Despite repeated requests from the Senate and House Judiciary Committees, which are responsible for monitoring the law’s application, Attorney General Ashcroft and the Department of Justice have routinely evaded or challenged attempts to disclose information about the nature and extent of its activities.

Said David Carle, an aide to Senate Judiciary Committee Chair Patrick Leahy: “The Justice Department has made the Committee’s jurisdiction of this department very difficult because of lack of cooperation, sharing of information and answering questions. There have been dozens of oversight hearings since last fall, sending letters of requisition for information. The committee will continue to do what it can.”

The very nature of the activities the USAPA has cloaked it from meaningful oversight. To date, the public has been given only glimpses of the law in effect — primarily through external challenges to the USAPA. Repeated court orders to the government to release the names and locations of detainees since Sept. 11, for example, have been countered by government appeals.

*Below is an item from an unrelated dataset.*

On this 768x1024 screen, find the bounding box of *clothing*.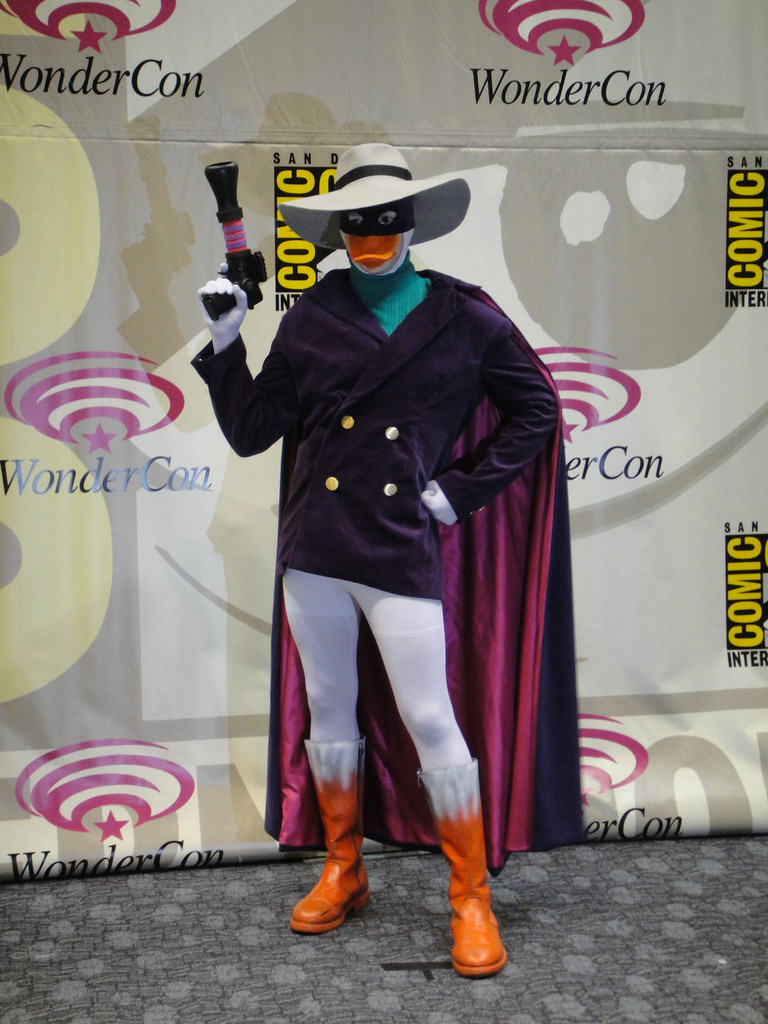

The USAPA also authorizes the Immigration and Naturalization Service to detain people without any charges for up to seven days, and then indefinitely if the Attorney General has “reasonable grounds to believe” that the person poses a risk to national security.

Ashcroft has declined to make that certification even for a single case of an immigrant detainee, says Arulanantham, who is aware of cases of people held indiscriminately after their cases had been concluded or ordered released on bond.

The Department of Justice has even sought to expand the Act’s reach. On May 17, a federal court responsible for approving efforts to spy on suspected terrorists under the Foreign Intelligence Surveillance Act (FISA) refused to grant the Department of Justice greater surveillance powers. Citing over 75 instances where the FBI misled the court in search warrants and wiretap applications, the court believed the Justice Department would misuse the USAPA, which has already relaxed standards for obtaining warrants for counterintelligence investigations by eliminating the need to show probable cause.

Jameel Jaffe, an attorney in the ACLU’s Technology and Liberty Program, called the court ruling “a rejection of a blatant power grab by the attorney general.” Said Jaffe: “FISA is an exception, and what the government is trying to do now is expand the exception as well as the rule in disregard of the Fourth Amendment.”

But the most forceful rebuke to the Department of Justice came on Aug. 26, when a federal appeals court in Cincinnati ruled that the government cannot hold secret deportation hearings for those suspected of having links to terrorists. Stating that “democracies die behind closed doors,” the three-judge panel echoed orders by trial court judges in New Jersey and Washington to open hearings and release information about these cases.

While some of the USAPA’s surveillance provisions, such as warrant-free federal “sneak-and-peak” searches and surreptitious access to business records, will expire in 2005, others will remain on the books. Opponents of the USAPA say they refuse to wait four years for unconstitutional laws.

Said Jaffe: “[After Sept. 11], Congress was justifiably panicked, [but] now a little time has passed. Every indication is that the government already has too much power and is already abusing the power that we’ve given it.”

For the past year, the Coalition for the Human Rights of Immigrants (CHRI) has been working with Muslim, Middle Eastern and South Asian groups to inform community members of their legal rights, given the groups’ advocacy on behalf of detainees and recent reports of joint FBI-INS raids of Pakistani communities in the New York City area. The group cites limited information as a major obstacle to their efforts.

“The Patriot Act is giving powers to the authorities to target immigrants using terrorism as an excuse,” said Leslie Wood, a CHRI volunteer. “They’re using immigration violations to make sweeps in communities, disrupting families by taking away breadwinners and targeting people because of their immigration status. The law was passed so quickly, we’re just beginning to see the impact it’s going to have on our lives.”


* Names have been changed for anonymity.